New York Solar Power Grows 800% —PSC Streamlines Regs

New York built 800 MW of solar power in 5 years but
2,000 backlogged projects still await approval. 

Earlier this week, Governor Andrew Cuomo announced that New York state solar installations grew nearly 800% in five years. It took five years and nearly $1.5 billion in private investment to show how solar power can succeed in a northern state.

Beginning from a mere 9,000 projects installing 83.06 megawatts (MW) of solar installed in December, 2011, the Empire State’s solar capacity has grown almost 800% by December, 2016. Recent years saw the most activity with 242 MW installed in 2015 which grew the solar fleet to 638 MW. In 2016, 65,000 solar projects added another 105.65 to bring the year end total to 743.65 MW installed. Most solar power installations are located in the Mohawk Valley.

Governor Cuomo proclaimed that the state was “a national leader in clean energy”. While that does reflect the state’s laudable accomplishment, projects have only been tricking through the NY PSC approval process. In other state, solar is racing ahead. For example — Texas currently has only 556 MW of utility-scale installed solar capacity. But there’s an estimated 1,211 MW will come on-line with another 1,511 MW coming on-line in 2018.

Under NY-Sun Initiative, the plan is to build 3,000 MW for a self-sustaining, incentive-free solar market to serve New York electricity customers by 2023. The effort has created a backlog of 2,000 solar projects between 50 KW and 2 MW in 2015 waiting to be approved. The PSC recently streamlined the process for solar projects over 50 KW to interconnect to the grid. According to CUNY’s NYSolarMap.com, a little over 79 MW has been approved so far but not yet installed.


▸ **Task item**
Using the records below, filter for lines that contain the string "epiblast" and copy them out.

━━ Information given

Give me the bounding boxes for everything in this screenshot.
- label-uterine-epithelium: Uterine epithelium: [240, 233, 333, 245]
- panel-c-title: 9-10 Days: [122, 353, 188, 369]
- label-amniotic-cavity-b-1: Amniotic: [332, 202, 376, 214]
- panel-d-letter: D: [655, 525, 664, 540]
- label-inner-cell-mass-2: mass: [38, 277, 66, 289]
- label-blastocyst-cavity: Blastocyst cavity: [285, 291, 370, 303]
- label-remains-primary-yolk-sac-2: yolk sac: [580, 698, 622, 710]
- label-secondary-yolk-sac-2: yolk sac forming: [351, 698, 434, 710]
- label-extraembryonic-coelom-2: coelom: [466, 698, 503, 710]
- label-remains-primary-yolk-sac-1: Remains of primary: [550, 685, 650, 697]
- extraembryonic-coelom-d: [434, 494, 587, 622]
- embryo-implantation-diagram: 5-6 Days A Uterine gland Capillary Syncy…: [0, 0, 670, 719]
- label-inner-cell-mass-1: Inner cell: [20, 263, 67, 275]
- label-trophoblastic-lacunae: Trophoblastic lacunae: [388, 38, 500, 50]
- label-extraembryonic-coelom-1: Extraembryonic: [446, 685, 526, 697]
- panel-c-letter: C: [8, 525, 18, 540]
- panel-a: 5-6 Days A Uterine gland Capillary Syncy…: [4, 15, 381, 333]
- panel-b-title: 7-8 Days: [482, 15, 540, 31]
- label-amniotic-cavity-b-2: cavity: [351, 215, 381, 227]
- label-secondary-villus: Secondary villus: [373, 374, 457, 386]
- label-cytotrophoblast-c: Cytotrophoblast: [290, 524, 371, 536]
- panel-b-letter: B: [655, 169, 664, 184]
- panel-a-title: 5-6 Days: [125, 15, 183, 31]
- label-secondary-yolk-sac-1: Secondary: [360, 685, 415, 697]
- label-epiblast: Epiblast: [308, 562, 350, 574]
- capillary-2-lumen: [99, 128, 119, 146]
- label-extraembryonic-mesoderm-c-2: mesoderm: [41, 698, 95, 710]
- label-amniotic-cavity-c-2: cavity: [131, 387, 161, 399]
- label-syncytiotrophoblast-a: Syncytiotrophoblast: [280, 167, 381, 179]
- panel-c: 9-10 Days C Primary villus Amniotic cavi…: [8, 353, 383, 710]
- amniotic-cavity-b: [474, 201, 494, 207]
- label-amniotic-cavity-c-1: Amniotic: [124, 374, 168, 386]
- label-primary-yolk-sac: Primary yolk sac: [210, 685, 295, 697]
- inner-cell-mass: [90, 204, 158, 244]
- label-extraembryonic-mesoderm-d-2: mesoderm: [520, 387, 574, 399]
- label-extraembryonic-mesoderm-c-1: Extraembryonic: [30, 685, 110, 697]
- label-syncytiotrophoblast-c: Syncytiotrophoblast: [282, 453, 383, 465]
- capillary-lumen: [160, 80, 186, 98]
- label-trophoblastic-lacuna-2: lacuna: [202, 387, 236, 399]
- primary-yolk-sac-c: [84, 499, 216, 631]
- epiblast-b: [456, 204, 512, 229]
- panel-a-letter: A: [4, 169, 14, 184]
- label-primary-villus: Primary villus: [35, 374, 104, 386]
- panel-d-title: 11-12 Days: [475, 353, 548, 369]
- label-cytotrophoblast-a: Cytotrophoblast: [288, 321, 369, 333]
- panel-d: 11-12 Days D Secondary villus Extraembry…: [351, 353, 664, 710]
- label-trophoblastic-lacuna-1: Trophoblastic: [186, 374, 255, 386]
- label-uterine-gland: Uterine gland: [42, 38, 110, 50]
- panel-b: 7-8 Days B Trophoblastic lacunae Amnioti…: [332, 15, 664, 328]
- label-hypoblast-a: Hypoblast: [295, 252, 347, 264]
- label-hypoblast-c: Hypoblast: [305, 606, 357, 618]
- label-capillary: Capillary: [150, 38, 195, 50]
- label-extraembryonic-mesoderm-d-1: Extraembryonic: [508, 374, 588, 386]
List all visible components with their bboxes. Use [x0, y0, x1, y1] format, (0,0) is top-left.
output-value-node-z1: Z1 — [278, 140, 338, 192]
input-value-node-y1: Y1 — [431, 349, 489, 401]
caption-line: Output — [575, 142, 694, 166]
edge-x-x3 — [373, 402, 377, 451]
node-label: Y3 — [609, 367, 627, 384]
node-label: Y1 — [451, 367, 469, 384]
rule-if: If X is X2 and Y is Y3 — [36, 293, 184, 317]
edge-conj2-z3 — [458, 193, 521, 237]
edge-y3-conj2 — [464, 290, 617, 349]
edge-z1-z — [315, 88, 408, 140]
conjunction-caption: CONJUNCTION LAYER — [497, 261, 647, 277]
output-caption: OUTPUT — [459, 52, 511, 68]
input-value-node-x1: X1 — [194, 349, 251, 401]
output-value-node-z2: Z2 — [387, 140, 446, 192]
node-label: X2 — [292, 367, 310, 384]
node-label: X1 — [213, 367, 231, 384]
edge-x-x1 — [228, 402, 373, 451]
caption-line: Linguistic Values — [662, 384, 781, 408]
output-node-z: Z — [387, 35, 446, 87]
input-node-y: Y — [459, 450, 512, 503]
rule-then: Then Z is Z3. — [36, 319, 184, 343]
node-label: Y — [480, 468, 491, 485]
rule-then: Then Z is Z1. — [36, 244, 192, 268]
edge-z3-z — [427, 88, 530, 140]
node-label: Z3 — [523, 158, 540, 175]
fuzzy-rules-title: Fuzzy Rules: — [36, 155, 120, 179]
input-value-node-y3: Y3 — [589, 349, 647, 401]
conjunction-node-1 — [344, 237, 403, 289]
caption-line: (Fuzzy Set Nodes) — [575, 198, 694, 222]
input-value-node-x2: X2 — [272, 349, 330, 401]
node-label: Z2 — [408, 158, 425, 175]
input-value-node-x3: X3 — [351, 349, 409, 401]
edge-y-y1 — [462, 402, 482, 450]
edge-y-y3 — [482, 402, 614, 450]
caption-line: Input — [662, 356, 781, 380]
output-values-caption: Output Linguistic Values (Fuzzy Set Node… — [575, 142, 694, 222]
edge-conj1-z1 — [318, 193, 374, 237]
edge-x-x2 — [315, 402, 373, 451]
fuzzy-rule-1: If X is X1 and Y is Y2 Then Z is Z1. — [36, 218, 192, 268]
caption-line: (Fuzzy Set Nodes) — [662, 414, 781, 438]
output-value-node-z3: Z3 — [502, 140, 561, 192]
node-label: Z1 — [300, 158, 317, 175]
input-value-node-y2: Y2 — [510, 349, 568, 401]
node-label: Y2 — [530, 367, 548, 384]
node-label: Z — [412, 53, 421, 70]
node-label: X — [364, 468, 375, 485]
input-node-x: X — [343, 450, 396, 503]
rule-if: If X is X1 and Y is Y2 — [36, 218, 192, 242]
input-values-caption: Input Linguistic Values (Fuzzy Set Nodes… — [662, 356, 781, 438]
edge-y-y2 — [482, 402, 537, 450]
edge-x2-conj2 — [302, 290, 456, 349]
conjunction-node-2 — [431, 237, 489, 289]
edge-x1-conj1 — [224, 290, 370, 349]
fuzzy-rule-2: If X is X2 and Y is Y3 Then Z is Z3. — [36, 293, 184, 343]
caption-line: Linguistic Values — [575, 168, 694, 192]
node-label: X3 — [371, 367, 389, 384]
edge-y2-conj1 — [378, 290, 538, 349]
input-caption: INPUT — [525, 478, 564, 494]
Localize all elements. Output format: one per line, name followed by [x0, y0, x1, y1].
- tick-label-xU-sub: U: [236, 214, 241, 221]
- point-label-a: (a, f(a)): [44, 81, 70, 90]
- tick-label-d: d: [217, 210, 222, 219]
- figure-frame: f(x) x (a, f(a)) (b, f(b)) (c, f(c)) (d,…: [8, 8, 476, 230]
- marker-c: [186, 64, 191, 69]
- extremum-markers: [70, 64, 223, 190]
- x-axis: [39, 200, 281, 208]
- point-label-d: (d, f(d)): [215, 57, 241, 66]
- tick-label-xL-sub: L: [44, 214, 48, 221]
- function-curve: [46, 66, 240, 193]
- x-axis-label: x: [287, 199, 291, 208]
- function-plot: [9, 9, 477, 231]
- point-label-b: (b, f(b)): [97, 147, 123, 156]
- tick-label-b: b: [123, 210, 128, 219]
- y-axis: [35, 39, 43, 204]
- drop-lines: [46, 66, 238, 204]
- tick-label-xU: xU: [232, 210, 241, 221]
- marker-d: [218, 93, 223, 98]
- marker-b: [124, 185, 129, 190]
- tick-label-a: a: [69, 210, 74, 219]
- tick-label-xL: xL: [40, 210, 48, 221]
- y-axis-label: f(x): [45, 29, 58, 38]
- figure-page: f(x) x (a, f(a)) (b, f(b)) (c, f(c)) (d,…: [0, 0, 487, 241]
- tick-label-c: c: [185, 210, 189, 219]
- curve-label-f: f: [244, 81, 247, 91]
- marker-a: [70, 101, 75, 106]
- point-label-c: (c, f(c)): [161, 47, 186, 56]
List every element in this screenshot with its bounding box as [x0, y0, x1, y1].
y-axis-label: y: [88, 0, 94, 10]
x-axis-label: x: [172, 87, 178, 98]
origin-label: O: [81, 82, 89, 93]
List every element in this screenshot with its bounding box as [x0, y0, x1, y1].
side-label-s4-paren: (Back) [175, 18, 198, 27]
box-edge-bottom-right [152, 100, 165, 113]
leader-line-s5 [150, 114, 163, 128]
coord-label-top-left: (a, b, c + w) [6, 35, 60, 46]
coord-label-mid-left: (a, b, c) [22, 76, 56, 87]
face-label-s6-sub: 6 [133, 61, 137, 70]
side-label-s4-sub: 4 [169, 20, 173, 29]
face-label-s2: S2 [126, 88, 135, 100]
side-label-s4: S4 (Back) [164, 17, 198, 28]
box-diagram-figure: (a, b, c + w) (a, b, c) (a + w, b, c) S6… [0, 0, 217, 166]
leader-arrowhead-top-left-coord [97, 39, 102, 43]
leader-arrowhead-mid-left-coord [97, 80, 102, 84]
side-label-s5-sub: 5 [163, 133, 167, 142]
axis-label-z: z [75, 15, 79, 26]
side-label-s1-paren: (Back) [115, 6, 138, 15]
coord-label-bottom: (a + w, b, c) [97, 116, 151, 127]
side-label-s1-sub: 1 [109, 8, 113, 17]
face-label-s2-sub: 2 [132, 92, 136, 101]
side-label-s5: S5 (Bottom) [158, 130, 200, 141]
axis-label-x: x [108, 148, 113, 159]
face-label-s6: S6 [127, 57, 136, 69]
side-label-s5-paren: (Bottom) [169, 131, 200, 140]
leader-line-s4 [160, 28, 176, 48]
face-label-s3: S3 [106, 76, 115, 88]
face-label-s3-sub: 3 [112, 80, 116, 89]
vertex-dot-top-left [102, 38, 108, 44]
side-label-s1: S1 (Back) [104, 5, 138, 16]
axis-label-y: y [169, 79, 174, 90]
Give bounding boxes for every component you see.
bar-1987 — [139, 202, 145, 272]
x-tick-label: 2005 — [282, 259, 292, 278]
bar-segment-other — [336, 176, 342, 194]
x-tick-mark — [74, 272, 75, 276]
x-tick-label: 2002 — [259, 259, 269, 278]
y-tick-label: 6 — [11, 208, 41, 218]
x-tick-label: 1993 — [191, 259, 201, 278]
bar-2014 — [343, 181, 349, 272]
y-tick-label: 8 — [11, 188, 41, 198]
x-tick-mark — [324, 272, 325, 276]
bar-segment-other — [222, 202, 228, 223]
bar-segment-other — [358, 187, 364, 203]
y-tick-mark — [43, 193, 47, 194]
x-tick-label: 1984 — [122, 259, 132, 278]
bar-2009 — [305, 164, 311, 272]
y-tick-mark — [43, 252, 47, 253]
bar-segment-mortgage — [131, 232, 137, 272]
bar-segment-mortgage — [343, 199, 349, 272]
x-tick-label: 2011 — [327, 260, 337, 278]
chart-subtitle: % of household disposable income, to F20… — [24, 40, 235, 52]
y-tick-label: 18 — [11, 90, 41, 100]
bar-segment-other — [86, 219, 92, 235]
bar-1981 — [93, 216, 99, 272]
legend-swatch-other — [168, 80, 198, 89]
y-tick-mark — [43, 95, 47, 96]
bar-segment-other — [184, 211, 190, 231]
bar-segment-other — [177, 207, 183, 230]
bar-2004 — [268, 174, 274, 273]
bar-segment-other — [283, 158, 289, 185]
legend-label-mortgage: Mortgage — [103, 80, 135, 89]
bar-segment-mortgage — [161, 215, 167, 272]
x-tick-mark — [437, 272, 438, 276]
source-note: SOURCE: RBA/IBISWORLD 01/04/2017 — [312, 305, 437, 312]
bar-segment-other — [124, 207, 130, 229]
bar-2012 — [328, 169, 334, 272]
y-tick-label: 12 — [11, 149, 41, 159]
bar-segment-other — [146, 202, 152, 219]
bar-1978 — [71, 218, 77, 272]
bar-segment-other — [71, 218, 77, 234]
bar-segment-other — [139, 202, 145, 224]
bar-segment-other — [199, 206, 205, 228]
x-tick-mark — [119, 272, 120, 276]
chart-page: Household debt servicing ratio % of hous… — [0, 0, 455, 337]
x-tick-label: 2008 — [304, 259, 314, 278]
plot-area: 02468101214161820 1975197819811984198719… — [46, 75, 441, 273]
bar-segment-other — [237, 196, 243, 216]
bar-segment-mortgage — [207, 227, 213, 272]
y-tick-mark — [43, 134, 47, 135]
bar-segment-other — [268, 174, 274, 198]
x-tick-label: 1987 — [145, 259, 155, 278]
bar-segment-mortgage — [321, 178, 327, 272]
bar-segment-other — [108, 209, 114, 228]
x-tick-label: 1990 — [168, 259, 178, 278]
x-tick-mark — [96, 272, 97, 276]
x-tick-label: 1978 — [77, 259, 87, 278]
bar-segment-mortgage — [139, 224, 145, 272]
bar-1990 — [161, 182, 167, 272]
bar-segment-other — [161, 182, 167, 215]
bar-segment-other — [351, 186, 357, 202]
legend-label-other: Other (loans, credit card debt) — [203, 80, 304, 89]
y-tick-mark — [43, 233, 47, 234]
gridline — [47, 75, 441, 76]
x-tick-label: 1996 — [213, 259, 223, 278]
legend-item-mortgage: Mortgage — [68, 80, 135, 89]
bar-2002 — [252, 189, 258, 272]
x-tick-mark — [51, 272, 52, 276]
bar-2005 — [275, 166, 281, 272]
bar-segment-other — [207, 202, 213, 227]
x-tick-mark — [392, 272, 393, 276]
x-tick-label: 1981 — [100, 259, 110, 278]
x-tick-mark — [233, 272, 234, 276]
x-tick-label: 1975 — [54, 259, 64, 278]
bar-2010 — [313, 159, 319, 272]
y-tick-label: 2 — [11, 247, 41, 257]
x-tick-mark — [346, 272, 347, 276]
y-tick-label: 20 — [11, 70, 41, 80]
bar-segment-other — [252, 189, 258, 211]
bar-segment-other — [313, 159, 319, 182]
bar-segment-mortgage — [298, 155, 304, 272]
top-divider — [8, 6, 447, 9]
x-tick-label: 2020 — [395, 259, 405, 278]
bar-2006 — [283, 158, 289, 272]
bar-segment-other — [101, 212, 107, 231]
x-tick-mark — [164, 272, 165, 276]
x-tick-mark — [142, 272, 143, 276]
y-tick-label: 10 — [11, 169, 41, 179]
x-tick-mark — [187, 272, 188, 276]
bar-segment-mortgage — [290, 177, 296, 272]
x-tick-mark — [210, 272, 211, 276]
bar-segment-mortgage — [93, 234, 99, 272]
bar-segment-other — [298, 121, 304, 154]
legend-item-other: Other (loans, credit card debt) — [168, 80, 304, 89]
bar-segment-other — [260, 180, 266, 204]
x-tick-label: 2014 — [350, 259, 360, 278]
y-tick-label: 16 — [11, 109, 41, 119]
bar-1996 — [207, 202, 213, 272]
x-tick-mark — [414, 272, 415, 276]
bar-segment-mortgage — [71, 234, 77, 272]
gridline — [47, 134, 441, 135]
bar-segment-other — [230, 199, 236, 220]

━━━━

▸ **Task result**
- label-epiblast: Epiblast: [308, 562, 350, 574]
- epiblast-b: [456, 204, 512, 229]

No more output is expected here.